The New Comstock
As we explain on the first page of the introduction, Comstock was the founder of the New York Society for the Suppression of Vice. The U.S. Postal Service designated him as a special unpaid agent, giving him the right to go into any post office in the nation and open mail he believed to be obscene. Comstock lobbied Congress by entering its halls with a sack and dumping the contents on a table: obscene photographs, abortion aids, aphrodisiac powders--all of which had passed through the U.S. mail. His successors banned "filthy" books being disseminated via the mail network--Henry Miller, James Joyce, Sigmund Freud, Honore Balzac, Ernest Hemingway, Simone de Beauvoir, Vladimir Nabokov...
The modern-day Comstock is Sentator James Exon. Instead of a sack, he prowls the halls of Congress with his Blue Book.
On June 9, 1995 he stood up in front of the Senate and waved his blue book of smut.

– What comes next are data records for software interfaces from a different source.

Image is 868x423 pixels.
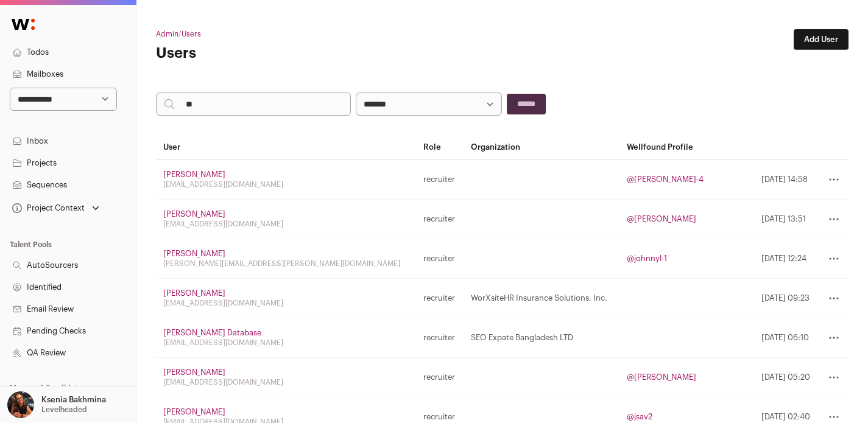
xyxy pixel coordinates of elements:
[181,31,201,38] a: Users
[423,214,455,224] span: recruiter
[163,219,408,229] div: [EMAIL_ADDRESS][DOMAIN_NAME]
[423,254,455,264] span: recruiter
[163,289,225,297] a: [PERSON_NAME]
[5,12,41,37] img: Wellfound
[471,334,573,342] a: SEO Expate Bangladesh LTD
[163,368,225,377] a: [PERSON_NAME]
[163,259,408,269] div: [PERSON_NAME][EMAIL_ADDRESS][PERSON_NAME][DOMAIN_NAME]
[5,391,109,419] button: Open dropdown
[627,254,667,263] a: @johnnyl-1
[163,299,408,308] div: [EMAIL_ADDRESS][DOMAIN_NAME]
[163,408,225,416] a: [PERSON_NAME]
[163,338,408,348] div: [EMAIL_ADDRESS][DOMAIN_NAME]
[754,240,817,279] td: [DATE] 12:24
[794,29,848,50] a: Add User
[156,31,178,38] a: Admin
[423,333,455,343] span: recruiter
[627,176,704,183] a: @[PERSON_NAME]-4
[754,160,817,200] td: [DATE] 14:58
[620,135,754,160] th: Wellfound Profile
[163,180,408,189] div: [EMAIL_ADDRESS][DOMAIN_NAME]
[423,294,455,303] span: recruiter
[9,204,85,213] div: Project Context
[471,295,607,302] a: WorXsiteHR Insurance Solutions, Inc.
[41,396,106,405] p: Ksenia Bakhmina
[156,29,387,39] h2: /
[163,250,225,258] a: [PERSON_NAME]
[627,215,696,223] a: @[PERSON_NAME]
[163,329,261,337] a: [PERSON_NAME] Database
[754,358,817,398] td: [DATE] 05:20
[423,413,455,422] span: recruiter
[423,175,455,185] span: recruiter
[163,210,225,218] a: [PERSON_NAME]
[627,373,696,381] a: @[PERSON_NAME]
[416,135,464,160] th: Role
[9,200,102,217] button: Open dropdown
[41,405,87,415] p: Levelheaded
[8,391,34,419] img: 13968079-medium_jpg
[463,135,620,160] th: Organization
[754,279,817,319] td: [DATE] 09:23
[156,135,416,160] th: User
[754,200,817,240] td: [DATE] 13:51
[163,170,225,178] a: [PERSON_NAME]
[754,319,817,358] td: [DATE] 06:10
[156,44,387,63] h1: Users
[163,378,408,387] div: [EMAIL_ADDRESS][DOMAIN_NAME]
[423,372,455,383] span: recruiter
[627,413,652,421] a: @jsav2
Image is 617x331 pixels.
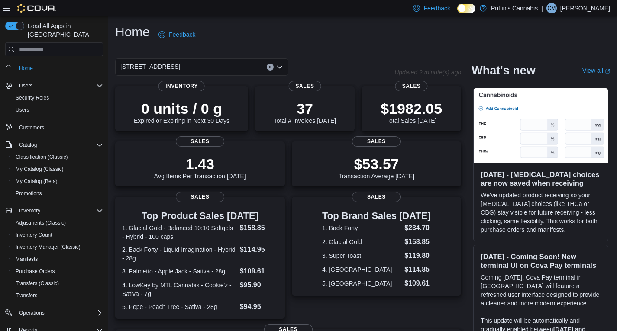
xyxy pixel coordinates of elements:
h3: [DATE] - [MEDICAL_DATA] choices are now saved when receiving [481,170,601,187]
button: My Catalog (Beta) [9,175,107,187]
a: Transfers (Classic) [12,278,62,289]
span: My Catalog (Classic) [16,166,64,173]
button: Transfers [9,290,107,302]
span: Inventory Manager (Classic) [16,244,81,251]
button: Operations [16,308,48,318]
dt: 1. Glacial Gold - Balanced 10:10 Softgels - Hybrid - 100 caps [122,224,236,241]
button: Security Roles [9,92,107,104]
span: Inventory Count [16,232,52,239]
h2: What's new [471,64,535,77]
span: Customers [19,124,44,131]
span: Sales [176,136,224,147]
div: Transaction Average [DATE] [339,155,415,180]
span: Promotions [12,188,103,199]
dd: $119.80 [404,251,431,261]
p: $53.57 [339,155,415,173]
span: Feedback [423,4,450,13]
span: Security Roles [12,93,103,103]
dt: 2. Glacial Gold [322,238,401,246]
span: Transfers [12,291,103,301]
span: Home [19,65,33,72]
span: Inventory [16,206,103,216]
dd: $95.90 [240,280,278,291]
dt: 2. Back Forty - Liquid Imagination - Hybrid - 28g [122,245,236,263]
dd: $109.61 [404,278,431,289]
p: $1982.05 [381,100,442,117]
p: Updated 2 minute(s) ago [394,69,461,76]
span: Manifests [12,254,103,265]
button: Customers [2,121,107,134]
h1: Home [115,23,150,41]
span: My Catalog (Beta) [16,178,58,185]
a: Inventory Count [12,230,56,240]
a: Adjustments (Classic) [12,218,69,228]
button: Manifests [9,253,107,265]
span: Inventory [19,207,40,214]
a: Classification (Classic) [12,152,71,162]
div: Total # Invoices [DATE] [274,100,336,124]
button: Open list of options [276,64,283,71]
h3: Top Brand Sales [DATE] [322,211,431,221]
a: Home [16,63,36,74]
button: Catalog [16,140,40,150]
a: Users [12,105,32,115]
a: Inventory Manager (Classic) [12,242,84,252]
dt: 3. Super Toast [322,252,401,260]
button: Classification (Classic) [9,151,107,163]
a: Transfers [12,291,41,301]
span: Inventory [158,81,205,91]
button: Clear input [267,64,274,71]
a: Security Roles [12,93,52,103]
button: Inventory Count [9,229,107,241]
dd: $158.85 [404,237,431,247]
span: Users [12,105,103,115]
span: Manifests [16,256,38,263]
dd: $114.95 [240,245,278,255]
p: [PERSON_NAME] [560,3,610,13]
dt: 1. Back Forty [322,224,401,232]
button: Inventory Manager (Classic) [9,241,107,253]
span: Sales [289,81,321,91]
p: Puffin's Cannabis [491,3,538,13]
dt: 4. [GEOGRAPHIC_DATA] [322,265,401,274]
button: My Catalog (Classic) [9,163,107,175]
button: Inventory [2,205,107,217]
span: Feedback [169,30,195,39]
span: Users [16,81,103,91]
button: Transfers (Classic) [9,278,107,290]
p: We've updated product receiving so your [MEDICAL_DATA] choices (like THCa or CBG) stay visible fo... [481,191,601,234]
button: Catalog [2,139,107,151]
h3: [DATE] - Coming Soon! New terminal UI on Cova Pay terminals [481,252,601,270]
span: Adjustments (Classic) [16,220,66,226]
span: CM [548,3,556,13]
span: Users [19,82,32,89]
a: Promotions [12,188,45,199]
button: Users [16,81,36,91]
span: Home [16,62,103,73]
span: Inventory Count [12,230,103,240]
span: Sales [352,192,400,202]
p: 0 units / 0 g [134,100,229,117]
h3: Top Product Sales [DATE] [122,211,278,221]
dt: 4. LowKey by MTL Cannabis - Cookie'z - Sativa - 7g [122,281,236,298]
span: Catalog [16,140,103,150]
a: My Catalog (Beta) [12,176,61,187]
span: Promotions [16,190,42,197]
span: Classification (Classic) [12,152,103,162]
span: Transfers (Classic) [16,280,59,287]
dd: $94.95 [240,302,278,312]
button: Purchase Orders [9,265,107,278]
button: Users [2,80,107,92]
span: Customers [16,122,103,133]
button: Promotions [9,187,107,200]
button: Adjustments (Classic) [9,217,107,229]
p: 37 [274,100,336,117]
button: Operations [2,307,107,319]
span: Inventory Manager (Classic) [12,242,103,252]
a: Customers [16,123,48,133]
dt: 5. Pepe - Peach Tree - Sativa - 28g [122,303,236,311]
button: Home [2,61,107,74]
div: Curtis Muir [546,3,557,13]
dt: 5. [GEOGRAPHIC_DATA] [322,279,401,288]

multimedia erotica; erotica fetish; nude celebrities; pictures black, erotic females; pictures boys; pictures celebrities; pictures children; pictures erotic children; pictures erotica; pictures erotica amateur; pictures erotica amateur females; pictures erotica amateur males; erotica animal; erotica auto; erotica bestiality; erotica bestiality, hamster, duct tape; bestiality, hamster, duct tape; [two of those] erotica black females; erotica black males; erotica blondes; erotica bondage; erotica breasts; Here is a good one: erotica cartoons; erotica children; erotica female; erotica female, anal; erotica fetish; erotica fury; erotica gay men; erotica male; erotica male, anal; erotica Oriental; erotica porn star.

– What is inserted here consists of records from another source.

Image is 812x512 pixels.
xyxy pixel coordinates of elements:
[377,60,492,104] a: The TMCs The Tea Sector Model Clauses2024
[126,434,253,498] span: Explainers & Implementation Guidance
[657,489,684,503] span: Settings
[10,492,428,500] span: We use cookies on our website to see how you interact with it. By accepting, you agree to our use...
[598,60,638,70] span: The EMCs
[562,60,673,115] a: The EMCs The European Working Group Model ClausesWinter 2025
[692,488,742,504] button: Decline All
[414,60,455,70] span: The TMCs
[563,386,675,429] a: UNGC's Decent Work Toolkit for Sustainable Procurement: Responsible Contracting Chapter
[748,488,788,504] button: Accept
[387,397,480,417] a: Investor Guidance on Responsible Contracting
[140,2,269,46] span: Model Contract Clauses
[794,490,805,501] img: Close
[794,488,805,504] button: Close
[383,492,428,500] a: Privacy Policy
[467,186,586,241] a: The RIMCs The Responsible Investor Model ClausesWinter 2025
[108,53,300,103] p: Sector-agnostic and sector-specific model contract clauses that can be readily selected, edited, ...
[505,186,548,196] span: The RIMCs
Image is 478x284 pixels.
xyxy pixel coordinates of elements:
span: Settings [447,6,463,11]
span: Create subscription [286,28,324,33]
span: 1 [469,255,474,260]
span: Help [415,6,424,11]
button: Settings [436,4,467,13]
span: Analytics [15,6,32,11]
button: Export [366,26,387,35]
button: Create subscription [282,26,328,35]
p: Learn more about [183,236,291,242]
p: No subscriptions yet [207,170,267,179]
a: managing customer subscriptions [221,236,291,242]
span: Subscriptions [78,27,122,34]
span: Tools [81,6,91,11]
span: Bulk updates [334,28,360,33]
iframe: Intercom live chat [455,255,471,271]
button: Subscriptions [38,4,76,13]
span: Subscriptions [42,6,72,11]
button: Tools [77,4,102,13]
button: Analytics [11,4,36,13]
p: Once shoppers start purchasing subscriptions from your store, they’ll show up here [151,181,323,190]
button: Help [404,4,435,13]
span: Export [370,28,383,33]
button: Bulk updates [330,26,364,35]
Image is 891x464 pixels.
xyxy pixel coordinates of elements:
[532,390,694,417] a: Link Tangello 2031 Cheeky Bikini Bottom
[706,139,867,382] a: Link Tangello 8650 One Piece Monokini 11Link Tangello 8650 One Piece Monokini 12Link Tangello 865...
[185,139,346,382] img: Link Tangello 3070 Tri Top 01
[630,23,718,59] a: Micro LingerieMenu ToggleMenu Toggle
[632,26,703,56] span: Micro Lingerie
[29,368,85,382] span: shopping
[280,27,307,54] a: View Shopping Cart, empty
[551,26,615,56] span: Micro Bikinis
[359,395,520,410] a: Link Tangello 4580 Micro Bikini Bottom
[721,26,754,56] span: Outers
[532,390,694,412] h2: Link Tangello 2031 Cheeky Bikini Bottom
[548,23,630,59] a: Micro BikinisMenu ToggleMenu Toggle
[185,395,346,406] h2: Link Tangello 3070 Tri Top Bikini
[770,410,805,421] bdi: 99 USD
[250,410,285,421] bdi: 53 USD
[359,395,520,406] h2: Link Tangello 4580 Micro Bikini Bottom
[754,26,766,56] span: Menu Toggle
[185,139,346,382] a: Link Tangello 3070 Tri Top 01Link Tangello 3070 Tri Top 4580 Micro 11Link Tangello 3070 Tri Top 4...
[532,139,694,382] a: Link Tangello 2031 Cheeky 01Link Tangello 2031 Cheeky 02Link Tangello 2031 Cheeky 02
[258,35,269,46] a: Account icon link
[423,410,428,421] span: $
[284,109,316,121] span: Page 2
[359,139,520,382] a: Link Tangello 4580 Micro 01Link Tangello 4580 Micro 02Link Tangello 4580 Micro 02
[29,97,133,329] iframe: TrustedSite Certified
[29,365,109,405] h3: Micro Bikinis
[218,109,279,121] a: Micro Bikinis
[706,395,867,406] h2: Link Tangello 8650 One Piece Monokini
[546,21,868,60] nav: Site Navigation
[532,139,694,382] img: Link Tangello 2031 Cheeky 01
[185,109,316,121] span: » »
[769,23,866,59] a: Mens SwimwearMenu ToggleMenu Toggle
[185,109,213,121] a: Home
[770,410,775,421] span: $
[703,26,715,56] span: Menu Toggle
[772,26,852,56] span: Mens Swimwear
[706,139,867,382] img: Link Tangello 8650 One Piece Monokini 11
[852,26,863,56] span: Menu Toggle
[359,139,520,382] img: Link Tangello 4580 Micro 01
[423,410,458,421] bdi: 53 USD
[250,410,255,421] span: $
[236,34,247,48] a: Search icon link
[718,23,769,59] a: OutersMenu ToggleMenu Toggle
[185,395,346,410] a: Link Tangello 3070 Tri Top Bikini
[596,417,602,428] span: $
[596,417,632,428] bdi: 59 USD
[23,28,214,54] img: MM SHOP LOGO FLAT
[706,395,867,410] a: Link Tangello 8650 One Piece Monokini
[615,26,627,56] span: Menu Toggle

This goes on and on and on--so much repitition. But it is startling, page after page, on screen after screen after screen--free, free of charge, with a click, click, click.
This is the crux of the legal debate over the Constitutionality of banning certain forms of speech on the Internet. Exon will tell you that it is like television and can be legally regulated in the same way. The courts, however, allowed this regulation because the number of channels were "scarce" and the broadcast media "pervasive." The Internet does not have the same problems of scarcity and pervasiveness. It can handle countless sites, all reached through the searching of the user--rather than a few, pumped into the head of the passive viewer. It is more like printed media, which are afforded the full rights and protections of the First Amendment.
The CDA disappeared from sight for a while, then reappeared as a part of the Telecommunications Reform Act, signed into law last February. Encompassing the vague parameters outlined by Exon's original CDA to enforce "decency," the new CDA is really the child of Exon--the new Anthony Comstock.
Recent Updates
The CDA was passed by Congress and signed into law by President Clinton in February. It made it illegal to offer up anything which depicts or describes sexual or excretory functions or organs in a patently offensive manner, according to local standards. (For more on local standards setting the standard for all of cyberspace, see Memphis Rules.)
The CDA was opposed by a coalition headed up by the ACLU. Jonathan was one of the plantiffs in this case.
On June 12 the panel of three federal judges in Philadelphia struck down the law as unconstitutional. The next day Exon issued a press release.